Thursday, April 24, 2008

D/I/S/C/O

Ida No





It is true that everything which is drastically uncool will, at some point, be primed for hipness once more. This is how I like to think of my Trisha Yearwood concert shirt: Ugly and gauche when Trisha Yearwood was on tour in 1997; still pretty fucking ugly in 2008, but so distanced from Trisha's heyday that it could be cool (pretty please?).

Portland's Glass Candy takes disco, which was pretty lame about 20 years ago (according to what I gleamed from the Freaks and Geeks episode "Discos and Dragons"), and inserts an unsettling despondency into their tracks that set them apart from their forebears.
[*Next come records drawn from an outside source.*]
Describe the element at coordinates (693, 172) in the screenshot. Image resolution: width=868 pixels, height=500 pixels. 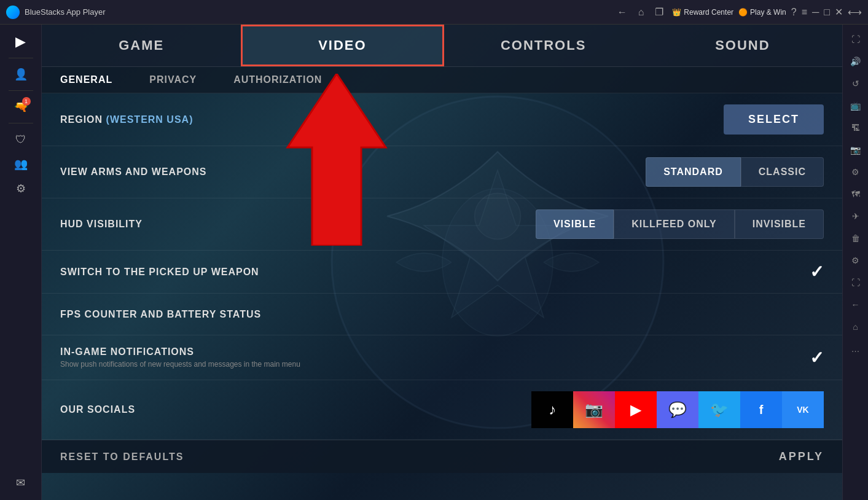
I see `view-arms-standard-button: STANDARD` at that location.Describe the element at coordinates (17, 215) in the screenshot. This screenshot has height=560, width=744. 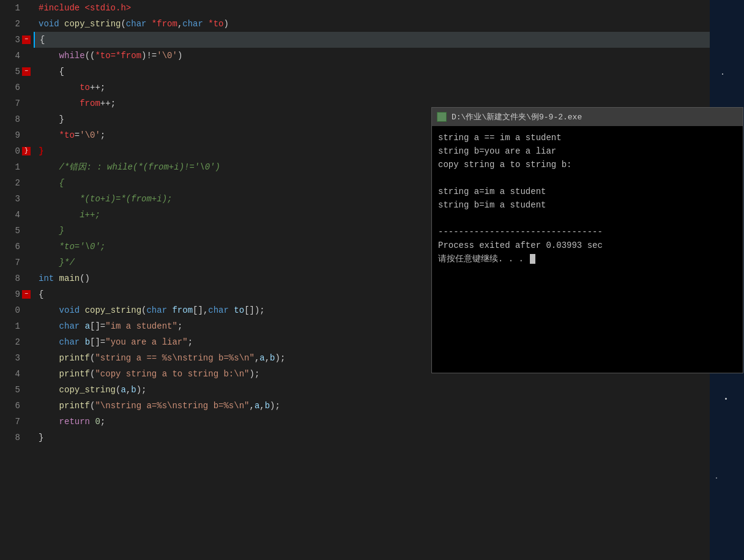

Johnny Jewel and Ida No (cool ass names right?) are the sole members of Glass Candy, while Jewel also puts in time with Chromatics and Farah, the three of whom are all label mates on Italians Do It Better.

Glass Candy's lovely 2007 EP B/E/A/T/B/O/X  gives you the impression that Jewel and No belong to some kind of underground demimonde that they find heartless while reveling in that same emptiness. Jewel's beats feel either lazy or tight, but they all manage to dream around a kind of decadence that No's washed out, ethereal vocals drug the listener with. No simply talks through some of the songs, and when in "Digital Versicolor" she whispers, "This is red, red, red, red, red. This is orange, orange, orange, orange, orange. This is yellow. This is yellow. This is yellow," though the lyrics might not mean anything to your head, the rest of you feels like you can see a pretty girl walking home by herself at 3AM on a Saturday morning, her purse dangling from her fingers, wiping off her lipstick with a napkin.
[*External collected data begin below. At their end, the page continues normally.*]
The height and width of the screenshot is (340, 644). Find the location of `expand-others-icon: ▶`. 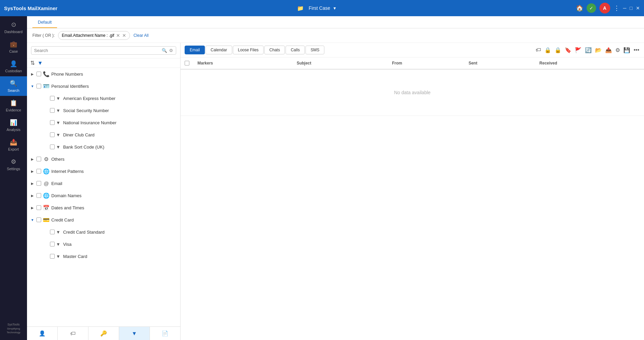

expand-others-icon: ▶ is located at coordinates (32, 159).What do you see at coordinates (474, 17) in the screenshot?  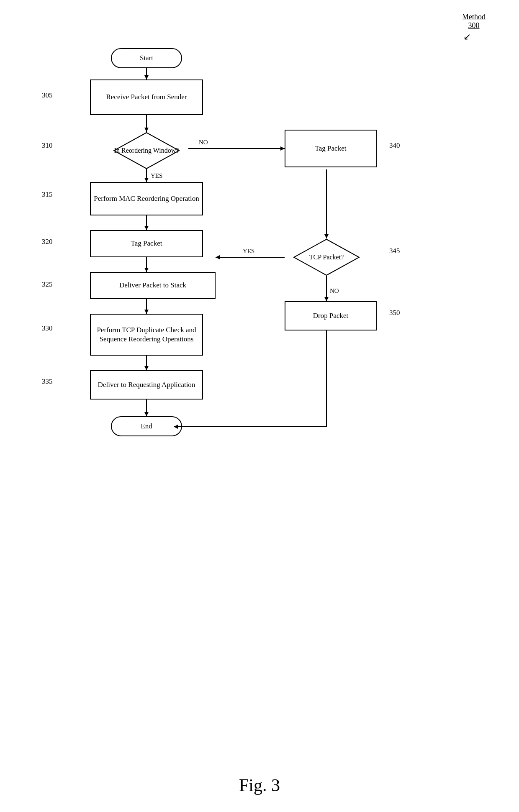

Boy did I just romanticize the shit out of that or what?


Tuesday, April 22, 2008

...And it Don't Stop


One thing that's always bothered me is the amount of hip-hop I listen to. I always felt that there was something I fundamentally didn't understand about rap, so I would go out of my way to listen to the rap that critics liked, in an effort to "get it" (Recently one of my hip-hop savvy friends has told me that the vast majority of rap does indeed suck, so I guess a lot of what I felt was valid, but still).

So that's why I always get moderately excited when I find a recent hip-hop act I can get behind, like the surly gentleman pictured above. 22 year-old Cadence Weapon (neĆ© Roland Pemberton) is a former polaris prize nominee and hip-hop journalist for Stylus and Pitchfork. He tends to rap over glitchy, synth-driven beats that place him in a camp much departed from someone like Just Blaze or Timbaland.  

And as much as I can get down with some Three 6 Mafia or Trick Daddy, I must admit that Pemberton's arrhythmic flow is refreshing. When I say refreshing, I mean that if I were to drink his debut Breaking Kayfabe or its 2007 follow up Afterparty Babies, that I would go "Ahhhhhhhhhhhhhhhhh," and smile at the camera. That is what people do when they are refreshed. Like what you do when you are finished reading this blog. And what?


Sunday, April 20, 2008

Sporty Thieves




Everybody wants to be cool, right? At the very least, every young person wants to be cool, and thinks they're a little bit cool, even if they're not. And what's cooler than music that creates some kind of hedonistic urban landscape fueled by carelessness, recreational drugs, and lip gloss?

Not a goddamn thing.

The 2/3 Swedish, 1/3 American trio of Thieves Like Us came together in Berlin as a reaction to a eurotronica propelled night culture that they didn't understand. The music sounds about as slick as anything else, with despondent vocals about searching and waiting, with an infectious beat thrown in.


Friday, April 18, 2008

Adele

Two things I hate: the idea of "blue-eyed soul" and people younger than me who are actually doing something with their life. Ugh. Well, the 19-year old singer Adele combines both of those things, and somehow I don't hate her. Her voice is too compelling to ignore; she sounds like someone 10 or 20 years her senior. And if she's not responsible for her songwriting and production, she should get props for choosing to work with whoever is. The chorus to "Chasing Pavement" alone kills me.


The "itis", but with music.

I have, as I hope most people do, a special category for some of the songs I love. I call this category "songs that fuck me up." A song that fucks me up is a song that I just become catatonic listening to, because I can't process all of the shimmering gorgeousness it's producing in my brain. It's like being on heroin for 3:30 (probably not, shooting up probably feels awesome) . I have loads of songs that fuck me up. Here's one.


p.s. I know music blogs are supposed to cover new hot shit. I'll get to that. It's 3 in the morning and I have a paper to write. and besides, fleetwood mac is timeless. Ask your mom, she'll tell you all about it.